#### [What you need to do]
Each entry in the material below should be copied without any alteration.
=== Records to use ===
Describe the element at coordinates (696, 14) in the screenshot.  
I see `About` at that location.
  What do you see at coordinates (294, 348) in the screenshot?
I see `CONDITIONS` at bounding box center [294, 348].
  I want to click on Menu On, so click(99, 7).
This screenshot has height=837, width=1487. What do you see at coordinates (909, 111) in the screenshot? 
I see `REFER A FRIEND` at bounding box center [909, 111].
===
#### [Exercise answer]
Describe the element at coordinates (696, 14) in the screenshot.  
I see `About` at that location.
  What do you see at coordinates (294, 348) in the screenshot?
I see `CONDITIONS` at bounding box center [294, 348].
  I want to click on Menu On, so click(99, 7).
This screenshot has height=837, width=1487. What do you see at coordinates (909, 111) in the screenshot? 
I see `REFER A FRIEND` at bounding box center [909, 111].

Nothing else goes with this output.